Headroom demonstrator
Same HDR-image technique, but interactive: the left is
ordinary CSS #fff; the right is an HDR image swapped live as you
drag the gain — 1× is reference white (~203 nits),
higher pushes the highlight brighter. On a display with headroom the right
patch climbs past white; on SDR it tone-maps and the two stay matched.
1.0× — the reference ceiling
Headroom is bounded by the panel — most HDR laptops give ~3–4× over SDR white, phones can push a small highlight brighter still, so the very top of the range may clip to your screen's peak. Each step is a pre-rendered BT.2100-PQ patch; where HDR isn't available they all tone-map to white.
PQ (ST 2084) ↔ nits
The PQ transfer curve maps a 0–1 signal to an absolute luminance in nits (cd/m²), 10000 at its peak — unlike sRGB and HLG, which are relative. Drag to read the code value at any brightness.
| Reference luminance | PQ signal | 10-bit |
|---|
203 nits is the ITU-R BT.2408 reference white for HDR graphics — the level SDR white maps to inside an HDR signal.
HLG (BT.2100) scene ↔ signal
HLG is relative and backwards-compatible: its lower half is an SDR-like √ gamma, its upper half goes logarithmic to fit highlights. Drag a scene-linear value to read its HLG signal.
Gamma & linear light
sRGB stores values gamma-encoded, not linear to light. That is why naïve blends and resizes look wrong — they should happen in linear space. Compare a mid-grey ramp encoded both ways.
Quick reference
- sRGB — the 1996 web/standard gamut. The safe baseline
every screen shows. CSS hex,
rgb()andhsl()are sRGB. - Display P3 — same white point and gamma as sRGB but a
wider gamut (~25% more area, deeper reds and greens). Standard on Apple
displays since 2016 and most modern phones/laptops. CSS:
color(display-p3 r g b). - Rec. 2020 — the ultra-wide UHD/HDR broadcast gamut.

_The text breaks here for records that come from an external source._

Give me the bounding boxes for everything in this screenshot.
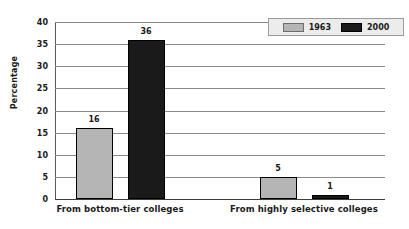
legend-entry-2000[interactable]: 2000 [341,23,389,32]
y-tick-label: 15 [8,128,48,137]
y-tick-label: 0 [8,195,48,204]
y-tick-label: 25 [8,84,48,93]
legend-entry-1963[interactable]: 1963 [283,23,331,32]
y-tick-label: 30 [8,62,48,71]
bar-2000-bottom-tier[interactable] [128,40,165,199]
legend: 1963 2000 [268,18,404,36]
bar-value-label: 1 [327,182,333,191]
y-tick-label: 20 [8,106,48,115]
legend-label-2000: 2000 [367,23,389,32]
gridline [55,66,385,67]
bar-value-label: 5 [275,164,281,173]
gridline [55,88,385,89]
bar-2000-highly-selective[interactable] [312,195,349,199]
x-category-label-highly-selective: From highly selective colleges [230,204,378,214]
legend-swatch-icon-2000 [341,23,362,32]
x-category-label-bottom-tier: From bottom-tier colleges [56,204,183,214]
bar-value-label: 16 [88,115,99,124]
legend-swatch-icon-1963 [283,23,304,32]
legend-label-1963: 1963 [309,23,331,32]
y-tick-label: 10 [8,150,48,159]
bar-chart: Percentage 0510152025303540 163651 From … [0,0,409,229]
bar-value-label: 36 [140,27,151,36]
axis-baseline [55,199,385,200]
gridline [55,111,385,112]
bar-1963-bottom-tier[interactable] [76,128,113,199]
plot-area: 163651 [55,22,385,199]
gridline [55,44,385,45]
y-tick-label: 5 [8,172,48,181]
y-tick-label: 35 [8,40,48,49]
y-tick-label: 40 [8,18,48,27]
bar-1963-highly-selective[interactable] [260,177,297,199]
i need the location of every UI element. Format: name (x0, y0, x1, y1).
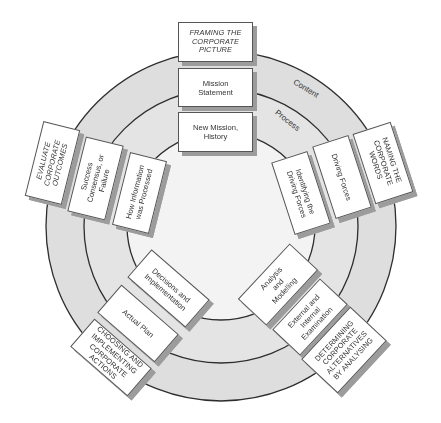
corporate-cycle-diagram: Content Process FRAMING THE CORPORATE PI… (0, 0, 441, 423)
box-label: Driving Forces (330, 152, 354, 201)
box-mission-statement: Mission Statement (178, 68, 253, 107)
box-new-mission-history: New Mission, History (178, 112, 253, 152)
box-label: Mission Statement (182, 79, 249, 97)
box-label: Actual Plan (121, 307, 156, 339)
box-label: New Mission, History (182, 123, 249, 141)
concentric-rings (0, 0, 441, 423)
box-label: How Information was Processed (123, 158, 157, 227)
box-label: FRAMING THE CORPORATE PICTURE (182, 29, 249, 55)
box-framing-corporate-picture: FRAMING THE CORPORATE PICTURE (178, 22, 253, 62)
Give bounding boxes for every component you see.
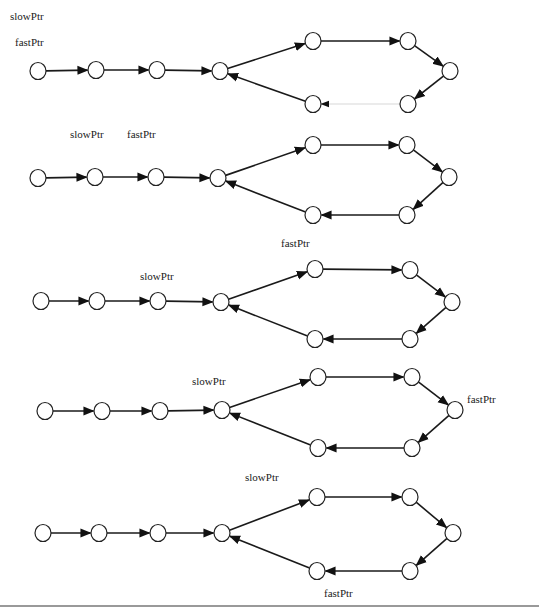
pointer-arrow xyxy=(416,275,445,297)
list-node xyxy=(402,262,418,279)
diagram-step-4: slowPtrfastPtr xyxy=(37,369,496,457)
list-node xyxy=(447,402,463,419)
pointer-arrow xyxy=(165,70,212,71)
list-node xyxy=(212,63,228,80)
list-node xyxy=(33,293,49,310)
list-node xyxy=(152,403,168,420)
list-node xyxy=(94,403,110,420)
pointer-arrow xyxy=(230,413,311,445)
pointer-arrow xyxy=(418,382,448,405)
list-node xyxy=(150,525,166,542)
pointer-arrow xyxy=(228,44,305,69)
fast-pointer-label: fastPtr xyxy=(15,36,44,48)
list-node xyxy=(400,33,416,50)
pointer-arrow xyxy=(416,502,446,527)
pointer-arrow xyxy=(413,150,442,172)
diagram-step-2: slowPtrfastPtr xyxy=(30,128,457,224)
diagram-step-1: slowPtrfastPtr xyxy=(10,10,458,113)
pointer-arrow xyxy=(164,177,210,178)
list-node xyxy=(30,63,46,80)
list-node xyxy=(148,169,164,186)
pointer-arrow xyxy=(229,272,307,300)
slow-pointer-label: slowPtr xyxy=(245,471,279,483)
list-node xyxy=(307,331,323,348)
diagram-step-3: slowPtrfastPtr xyxy=(33,237,460,348)
list-node xyxy=(87,169,103,186)
pointer-arrow xyxy=(415,46,444,66)
list-node xyxy=(442,63,458,80)
pointer-arrow xyxy=(226,181,306,212)
pointer-arrow xyxy=(418,415,449,442)
diagram-step-5: slowPtrfastPtr xyxy=(35,471,461,599)
list-node xyxy=(30,170,46,187)
list-node xyxy=(214,525,230,542)
list-node xyxy=(88,62,104,79)
list-node xyxy=(402,331,418,348)
pointer-arrow xyxy=(229,305,308,336)
pointer-arrow xyxy=(230,380,310,408)
pointer-arrow xyxy=(230,536,310,568)
list-node xyxy=(399,207,415,224)
list-node xyxy=(305,207,321,224)
list-node xyxy=(37,403,53,420)
pointer-arrow xyxy=(323,269,402,270)
pointer-arrow xyxy=(166,301,213,302)
list-node xyxy=(149,62,165,79)
list-node xyxy=(89,293,105,310)
list-node xyxy=(214,402,230,419)
pointer-arrow xyxy=(416,538,447,565)
list-node xyxy=(444,294,460,311)
pointer-arrow xyxy=(229,500,309,530)
list-node xyxy=(309,563,325,580)
list-node xyxy=(305,96,321,113)
pointer-arrow xyxy=(46,70,88,71)
list-node xyxy=(210,170,226,187)
list-node xyxy=(404,369,420,386)
slow-pointer-label: slowPtr xyxy=(140,270,174,282)
list-node xyxy=(305,137,321,154)
list-node xyxy=(307,261,323,278)
fast-pointer-label: fastPtr xyxy=(281,237,310,249)
list-node xyxy=(400,96,416,113)
list-node xyxy=(404,440,420,457)
list-node xyxy=(305,33,321,50)
pointer-arrow xyxy=(228,74,305,101)
pointer-arrow xyxy=(226,148,305,176)
pointer-arrow xyxy=(416,307,446,333)
pointer-arrow xyxy=(46,177,87,178)
pointer-arrow xyxy=(413,182,443,209)
list-node xyxy=(441,169,457,186)
list-node xyxy=(402,563,418,580)
pointer-arrow xyxy=(168,410,214,411)
list-node xyxy=(445,525,461,542)
pointer-arrow xyxy=(415,76,444,99)
list-node xyxy=(91,525,107,542)
slow-pointer-label: slowPtr xyxy=(10,10,44,22)
list-node xyxy=(150,293,166,310)
fast-pointer-label: fastPtr xyxy=(127,128,156,140)
list-node xyxy=(35,525,51,542)
list-node xyxy=(402,489,418,506)
list-node xyxy=(213,294,229,311)
slow-pointer-label: slowPtr xyxy=(70,128,104,140)
list-node xyxy=(399,137,415,154)
list-node xyxy=(310,369,326,386)
slow-pointer-label: slowPtr xyxy=(192,375,226,387)
fast-pointer-label: fastPtr xyxy=(467,393,496,405)
fast-pointer-label: fastPtr xyxy=(324,587,353,599)
linked-list-cycle-diagrams: slowPtrfastPtrslowPtrfastPtrslowPtrfastP… xyxy=(0,0,539,611)
list-node xyxy=(309,489,325,506)
list-node xyxy=(310,440,326,457)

No consumer display covers it fully yet; used as a container.
CSS:
color(rec2020 r g b). - HDR — high dynamic range: not a wider gamut but a far
higher brightness range (deeper blacks, brighter highlights), signalled
by
dynamic-range: highand delivered via PQ/HLG transfer curves. - OKLCH / OKLab — perceptual spaces (lightness, chroma, hue) that stay even across gamuts — the right place to generate scales and interpolate. See the color tools.
- XYZ — the device-independent CIE reference all of the above convert through.